Consilience: A Biological Example -John Khosh


The human body is a good example for demonstrating consilience which implies that what is true for part of nature is true for all of nature. A single set of laws of nature is applicable to all things in the universe, animate and inanimate. The laws of thermodynamic, electromagnetic, gravity etc. are subsets of the single set of laws.

A dynamic and holistic approach is applicable to all biosystems including cells, students and colleges. The phenomena in biosystems are not isolated events, nor stationary. For example, consider health. Our biological system attempts to be self corrective. It is dynamic. As a whole, our health is a matter of degree; and, the degree keeps changing as the biological systems get results from a dynamic process.

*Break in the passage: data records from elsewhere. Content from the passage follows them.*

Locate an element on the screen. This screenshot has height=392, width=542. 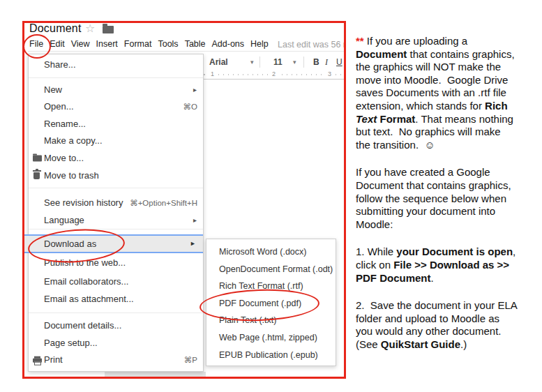
menu-item-label: Share... is located at coordinates (60, 64).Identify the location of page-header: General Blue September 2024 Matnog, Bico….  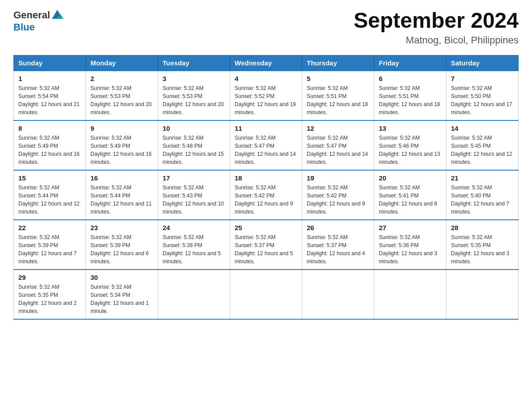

The tendency is to move toward balance.

Each bodily system is made of organs, which are made up of tissues, which are made up of cells, which are made up of molecules etc. The complexity process in our hierarchical organizations creates some differences in properties in higher layers of organization that may not exist in the lower layer of the system, but the underlying principles are the same for a heart that pumps blood and a water pump in an automobile.

The linked essay Consilience: A Biological Example provides examples from the human body as system, with its various subsystems. The concern is with the wide range of the body’s scale of subsystems that are treated as systems. The synchronization of their dynamic activity is responsible for survival of a biosystem. This biosystem includes the fourteen human's biological systems Synchronization is only possible because of information present in the DNA.

Posted by Maury Seldin on behalf of John Khosh.